I wish to distinguish three distinct questions, any one of which may be meant when we ask whether introspection is a source of knowledge. The three questions are as follows:

(1) Can we observe anything about ourselves which we cannot observe about other people, or is everything we can observe PUBLIC, in the sense that another could also observe it if suitably placed?

(2) Does everything that we can observe obey the laws of physics and form part of the physical world, or can we observe certain things that lie outside physics?

(3) Can we observe anything which differs in its intrinsic nature from the constituents of the physical world, or is everything that we can observe composed of elements intrinsically similar to the constituents of what is called matter?

Any one of these three questions may be used to define introspection. I should favour introspection in the sense of the first question, i.e. I think that some of the things we observe cannot, even theoretically, be observed by any one else. The second question, tentatively and for the present, I should answer in favour of introspection; I think that images, in the actual condition of science, cannot be brought under the causal laws of physics, though perhaps ultimately they may be. The third question I should answer adversely to introspection I think that observation shows us nothing that is not composed of sensations and images, and that images differ from sensations in their causal laws, not intrinsically. I shall deal with the three questions successively.

(1) PUBLICITY OR PRIVACY OF WHAT IS OBSERVED. Confining ourselves, for the moment, to sensations, we find that there are different degrees of publicity attaching to different sorts of sensations.
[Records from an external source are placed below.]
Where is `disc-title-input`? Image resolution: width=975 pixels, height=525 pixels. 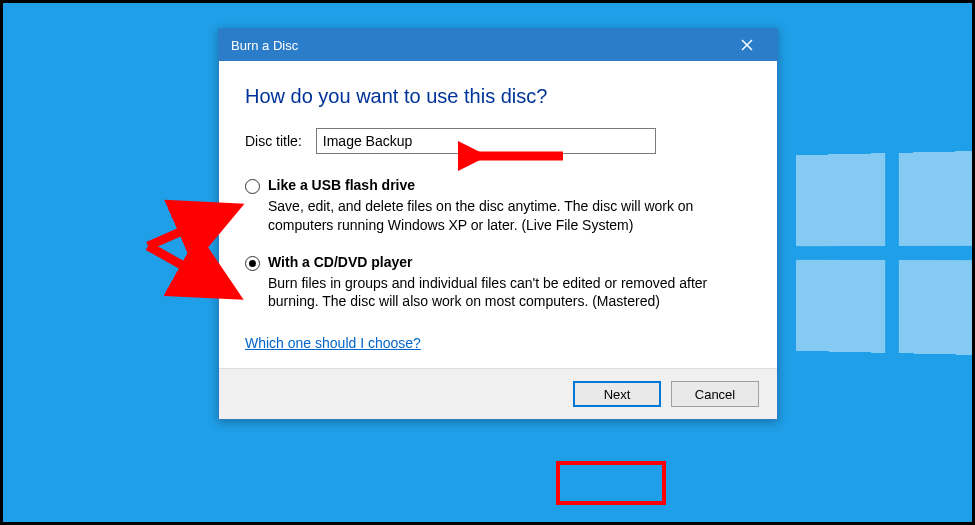 disc-title-input is located at coordinates (486, 141). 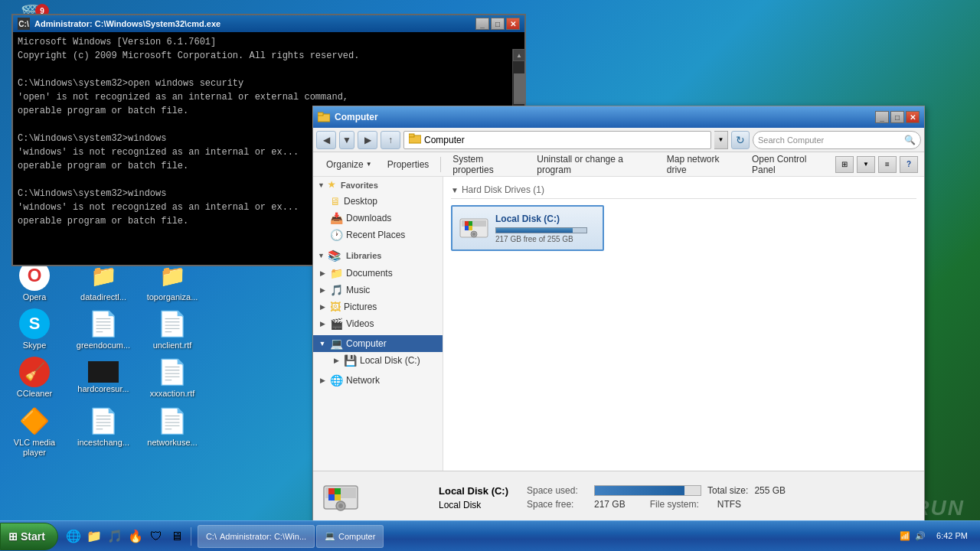 What do you see at coordinates (378, 380) in the screenshot?
I see `nav-item-network: ▶ 🌐 Network` at bounding box center [378, 380].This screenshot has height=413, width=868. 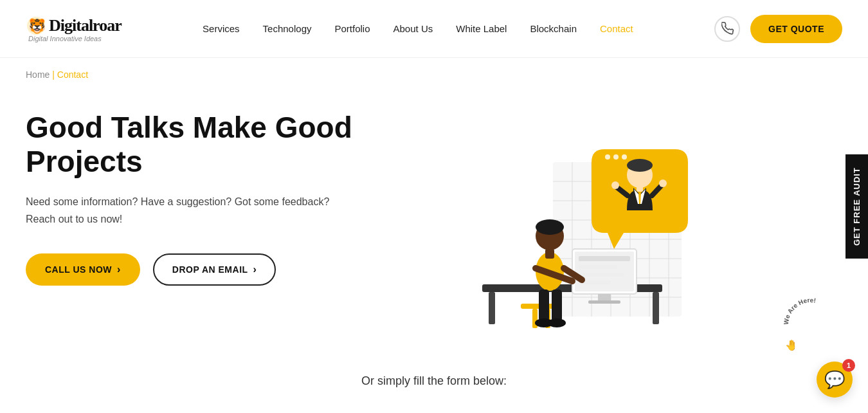 I want to click on breadcrumb-home: Home, so click(x=37, y=75).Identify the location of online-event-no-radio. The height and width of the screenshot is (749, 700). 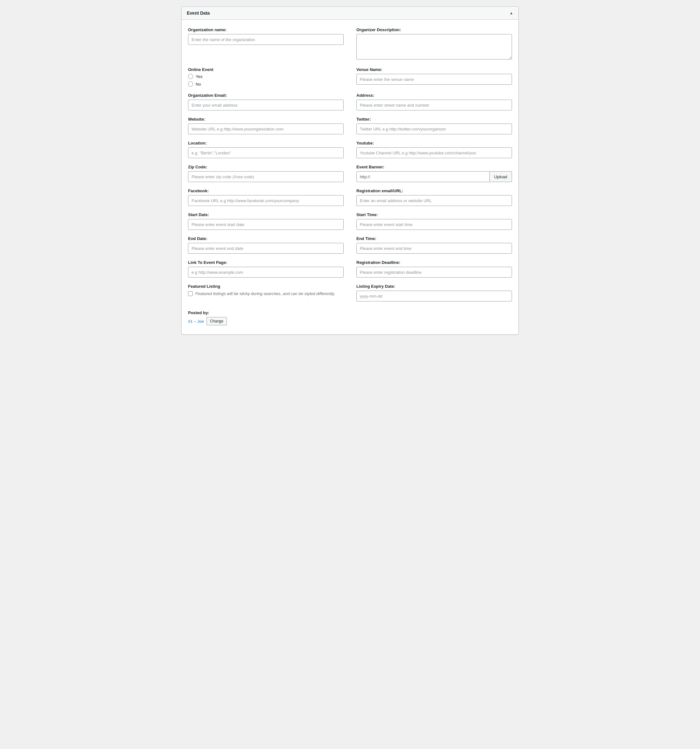
(191, 84).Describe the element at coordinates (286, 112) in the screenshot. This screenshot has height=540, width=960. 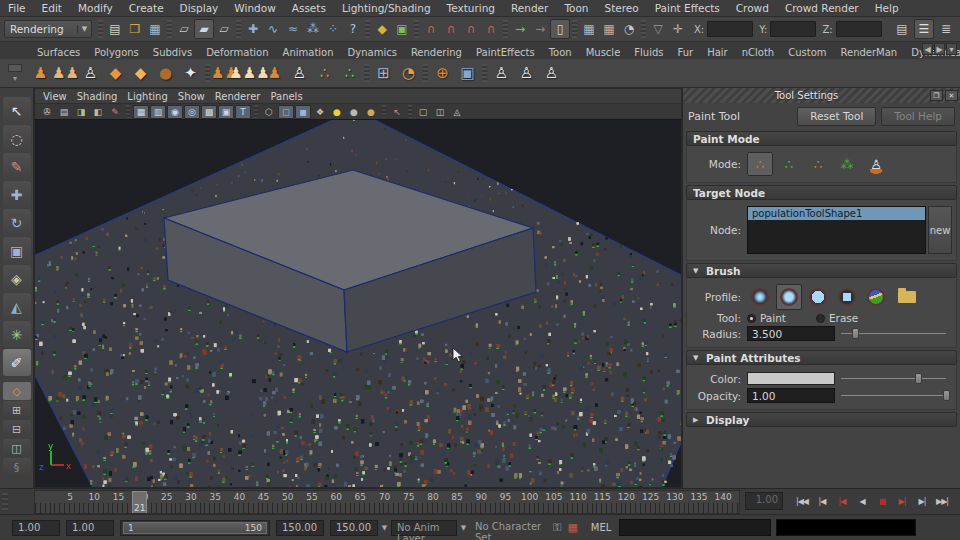
I see `vp-xray-icon: ◻` at that location.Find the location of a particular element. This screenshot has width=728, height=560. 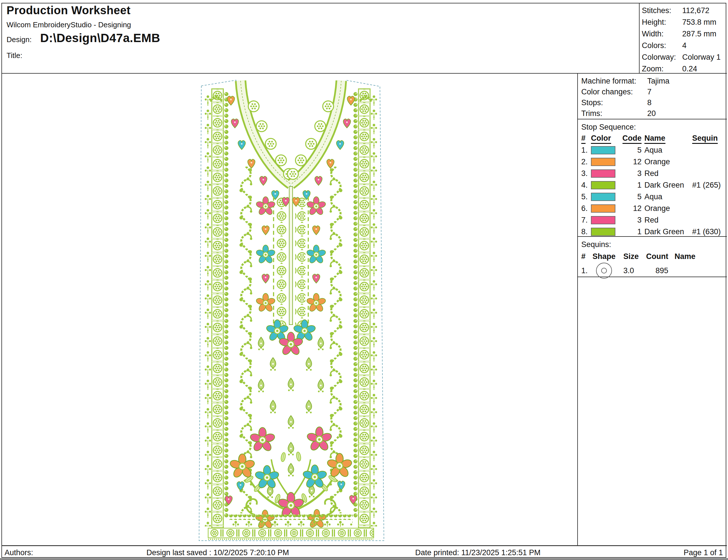

info-value: 287.5 mm is located at coordinates (705, 34).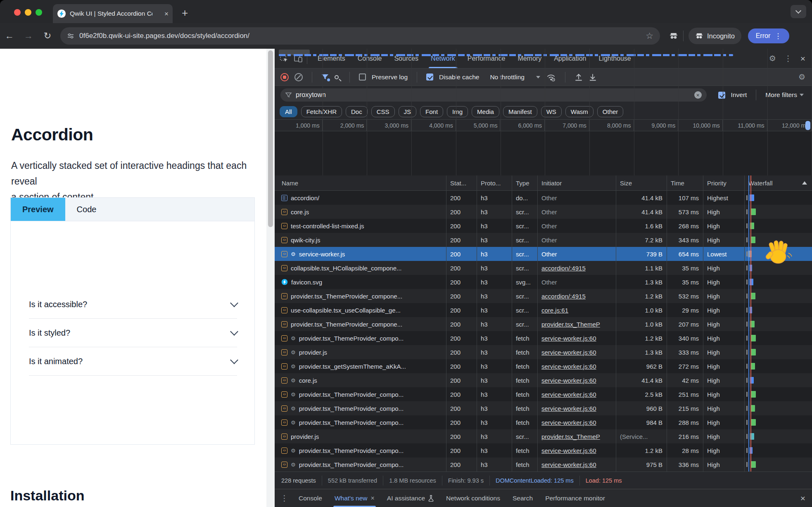 This screenshot has width=812, height=507. Describe the element at coordinates (390, 77) in the screenshot. I see `preserve-log-label: Preserve log` at that location.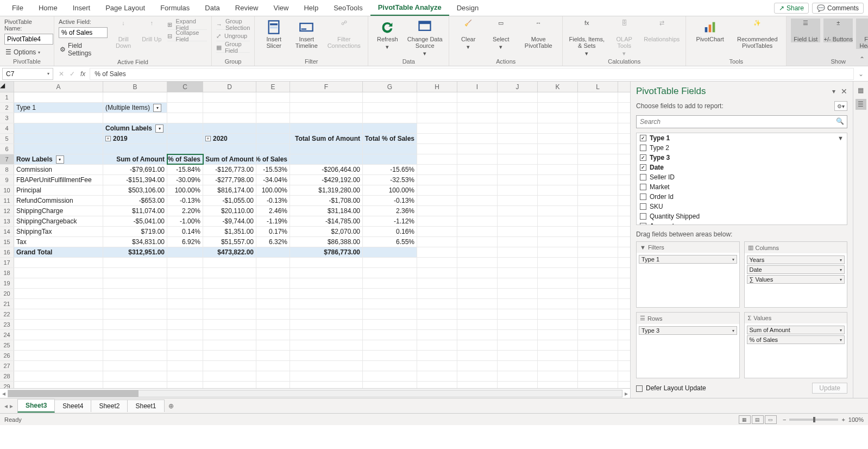  Describe the element at coordinates (742, 138) in the screenshot. I see `field-item: ✓Type 1▼` at that location.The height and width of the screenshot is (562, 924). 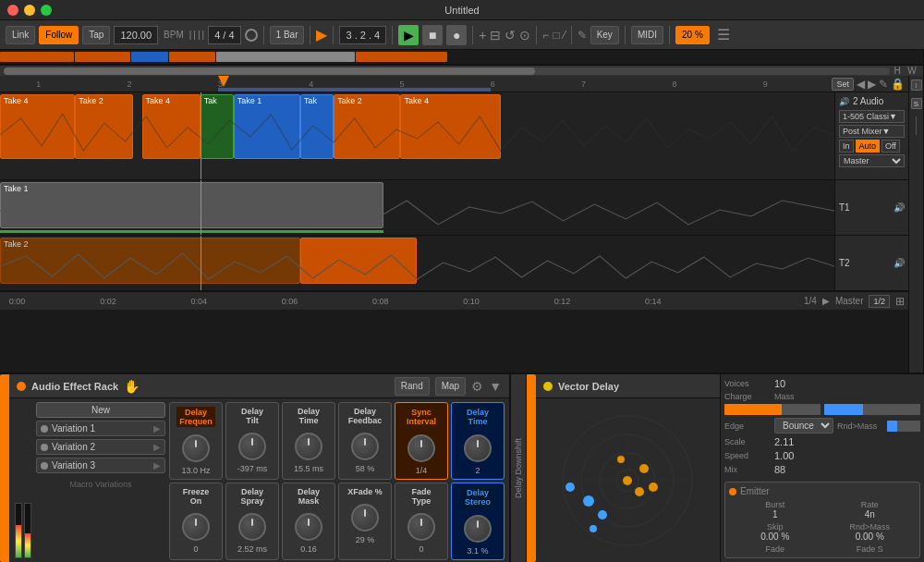 What do you see at coordinates (252, 441) in the screenshot?
I see `module-delay-tilt: DelayTilt -397 ms` at bounding box center [252, 441].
If you feel a toothache when the other people in the room do not, you are in no way surprised; but if you hear a clap of thunder when they do not, you begin to be alarmed as to your mental condition. Sight and hearing are the most public of the senses; smell only a trifle less so; touch, again, a trifle less, since two people can only touch the same spot successively, not simultaneously. Taste has a sort of semi-publicity, since people seem to experience similar taste-sensations when they eat similar foods; but the publicity is incomplete, since two people cannot eat actually the same piece of food.